Boom. Nikkyo. Nage has lots of control, it requires little or no ukemi beyond the intuitive "ouch" and crouch; so, for dealing with first-timers, it's a go-to technique. And we are all first-timers at some point. And we all remember that first nikkyo. The sensation of every third resident of China using your wrist as a crash-test dummy for learning acupuncture, all at once. Then, it gets better. You get a little used to it. Your wrists get stronger, then larger, and if you stick with it, somebody one day says that grabbing your wrist is like grabbing steel cable.

You do not get used to anything over the course of a single day.

Five hours of aikido for me, today, spread out over three classes. Twice a week, lately, I've been enjoying this indulgence of time and exertion. Today, I started to feel the wear on my knees in hour two. It did not go away. I did not get used to it. Fifteen minutes into what would have been the sixth hour, I was done for the day, not because I wanted to be, but because I had to be. And, even after limping to the car, and then into the house, for a reason having nothing to do with the pre-existing leg injury, my head's too preoccupied looking forward to tomorrow's three hours of class to really feel the pain from today. It's probably time to take some aspirin, before the subconscious absorbs the blog and figures out how the body's supposed to feel.

The Next Day, Delayed.

The leg is there. No denying it; the leg is there. However, everything is a little more motile than I'd expected. What pain persists serves, mostly, as a reminder to keep stretching, both before and after practice, and just about any other free moment of the day, in the hopes that I might one day walk, once again, in a manner unlike that of a pirate.
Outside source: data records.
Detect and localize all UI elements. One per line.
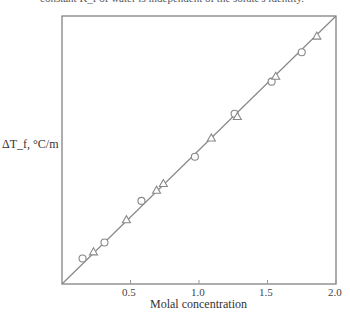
- x-tick-0-5: 0.5: [122, 286, 136, 298]
- x-axis-label: Molal concentration: [150, 297, 247, 312]
- circle-marker: [138, 197, 145, 204]
- x-tick-2-0: 2.0: [328, 286, 342, 298]
- circle-marker: [191, 153, 198, 160]
- triangle-marker: [159, 180, 167, 187]
- triangle-marker: [272, 72, 280, 79]
- triangle-marker: [122, 216, 130, 223]
- triangle-marker: [153, 186, 161, 193]
- y-axis-label: ΔT_f, °C/m: [2, 137, 59, 152]
- triangle-marker: [313, 32, 321, 39]
- x-tick-1-5: 1.5: [259, 286, 273, 298]
- circle-marker: [101, 239, 108, 246]
- circle-marker: [298, 49, 305, 56]
- circle-marker: [79, 255, 86, 262]
- triangle-marker: [90, 248, 98, 255]
- scatter-plot: [0, 0, 350, 316]
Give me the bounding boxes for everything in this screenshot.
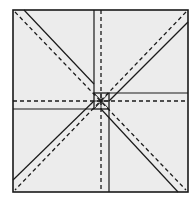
crease-pattern-diagram [0, 0, 196, 205]
diagram-title [0, 195, 196, 205]
center-point [99, 99, 102, 102]
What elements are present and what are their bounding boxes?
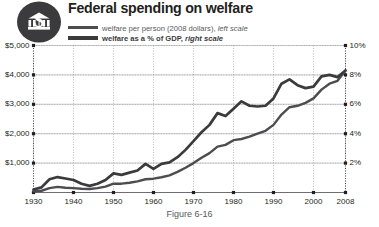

This just-enough-nagging brand of hurt had me looking around the mat last night. Mostly, I know my fellow students' longer-lasting ailments. I know who has the truly bad knee. The guy who needs the hip replacement but refuses the surgery. The woman whose wrists always, always hurt. Last night's was an interesting study. We all watch the same sensei, then we do innumerable, personal variations on that central standard. A little more apparent than usual last night was the fact that our personal derivations from the source often take one of three forms: response to pain; aversion to pain; and laziness. There's a second, huge category, of simply not getting it, with its own sub-categories, but that's a different post under a different topic on some future day. I was reminded last night in a very visceral way that, just as we aim to avoid hurting our uke in the process of blending--for the sake of his reflexive cooperation, and circularity, and morality, etc., etc., etc...--the path we take and the form we use to accomplish that blending has quite a lot to do with avoiding hurting ourselves.

This is something I hadn't thought of in a while. How much horse stance hurts; and just plain-old hanmi. Especially when you're just starting out, or nursing an injury, and probably in the practice of later years, just standing still can be incredibly, unendurably strenuous. Maintaing that posture, while dealing with someone flinging hands and feet and headbutts at you? Well: there's your difficulty right there. Aikido's hard becuase standing upright is hard. Our evolutionary ancestors knew all about this pain; Aikido reminds us of it.